The Exiled Blade (The Assassini) - By Jon Courtenay Grimwood Page 0,110

f-fight.”

“Your highness . . .” Captain Weimer hesitated.

“We’re C-Christians,” Marco said. “W-we’re m-meant to f-fight demons.”

“I’m not sure it’s meant to be this literal,” muttered Frederick, sliding himself alongside Giulietta’s horse so that he held the other side of her bridle. A high scream filled the air and was chopped off. “Highness, with respect, we should retreat. We don’t have the weapons.”

“I have this,” said Giulietta.

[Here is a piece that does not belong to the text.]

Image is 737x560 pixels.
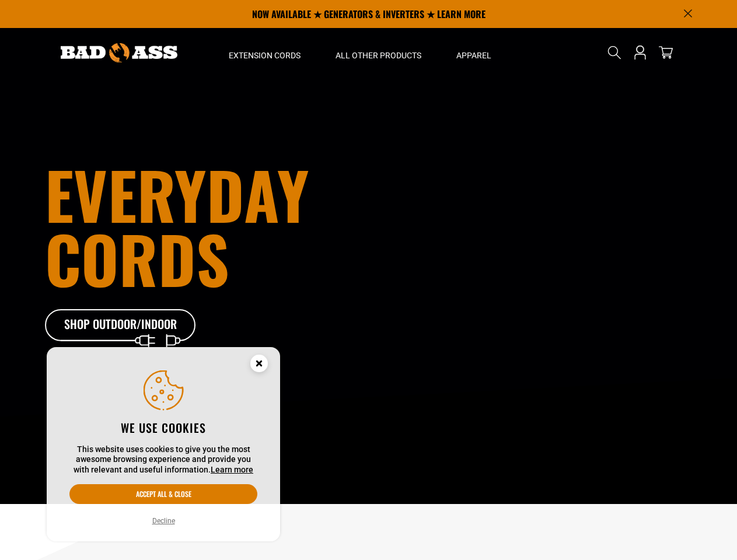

In her hand was a hunting horn. “It’s Roland’s,” she told Tycho. “It summons the paladins through a circle of flame.”

“Where did you get it?”

“From me,” Frederick said.

Tycho ignored him. “Where will you get your circle of fire?”

“There.” Frederick pointed at the castle. Turning to Giulietta, he said, “My lady, sound the horn.”

“That thing is yours?”

“You’d rather die than accept my help?”

I can’t die, Tycho almost replied. She could, though, and Leo . . .

“It belongs to my son,” Giulietta said. “It belongs to Leo because he’s going to be head of the krieghund.”

Marco froze . . . So did the nobles around him.

“Y-you shouldn’t s-say things l-like that.”

“It’s the truth,” she said fiercely. “Leopold was krieghund and so is my son. Leo will lead the Wolf Brothers.” She nodded to the sword slung across Frederick’s back. “That’s the WolfeSelle, it belongs to him, too. Isn’t that right? Doesn’t it belong to Leo?”

Frederick nodded.

Away to the edge of the circle of ice around the cathedral a man threw himself on to the makeshift moat, the crackle ice almost holding as he ran for the safety of the frozen lake on the other side, only to plunge through at the last second. His cry of shock at the coldness of the water turning to screams as webbed hands rose to reach for him and began to tear.

Giulietta vomited.

“Sound the damn horn,” Tycho said.

Lady Giulietta wiped her lips and blew a thin note like a child’s bugle. The note was stronger the second time. Lowering the horn, she waited expectantly. The entire cathedral blazed, flames billowing through ruptured windows and blown-out doors. Burning domes gave the building a devil’s crown of fire. The sides of the valley were molten red. Yet this was a cathedral; it was like watching what was once part of heaven be destroyed by the fires of hell.

“Three times,” Frederick insisted. “Try again.”

Hurriedly, she raised the battered hunting horn. Her third call rang high and clear and was loud enough to still the battle for a second. That is, the domovoi stopped killing Venetians and renegades for the briefest of moments; both sides having huddled together to face the more brutal enemy.

“T-there . . .” Marco”s face was exultant in the firelight.

Out of the Red Cathedral’s burning doorway rode a knight in armour so old it belonged on the slab of an ancient tomb. Embers exploded beneath his horse’s hooves, smoke rose from his shoulders, the paladin’s tattered cloak wore the flames he had ridden through. Behind him rode others.

Giulietta crossed herself.

“S-so b-beautiful,” Marco whispered.

The paladins swept on to the ice to hit the domovoi from the rear, clearing a path with their swords. They rode down Marco’s and Alonzo’s men alike as they turned and charged again, hacking ferociously and leaving domovoi broken behind them. Their horses were heavily armoured, the metal points of their toes turned down in exaggerated spikes. Marco was smiling as if visited by angels.

Captain Weimer came hurrying up with a question.

Marco shook his head. “T-they are the p-paladins. Who would d-dare offer them aid?” The fighting was spectacular in its fury. The paladins were remorseless and brutal and their enemy driven to fight by some instinct that didn’t allow retreat or surrender . . . The paladins killed and the domovoi died, and the inner circle of ice that had been the domovoi’s killing ground became their cage. And the spearmen and the knights, the renegade Crucifers and the wild archers, all those mortals who thought the world belonged to them, scrambled out of the way when the fighting came too close, and watched it happen. Slowly, surely, the paladins halved the number of domovoi and then halved it again.

When it came, the end was unexpected. A domovoi jumped for a paladin, missed its leap and impaled itself on his horse’s spiked faceplate. The creature was carried a dozen paces still hacking with its stolen sword until the paladin beheaded it, twisted half out of his saddle and kicked it free with curved steel toes. Tycho was the only one to see it happen.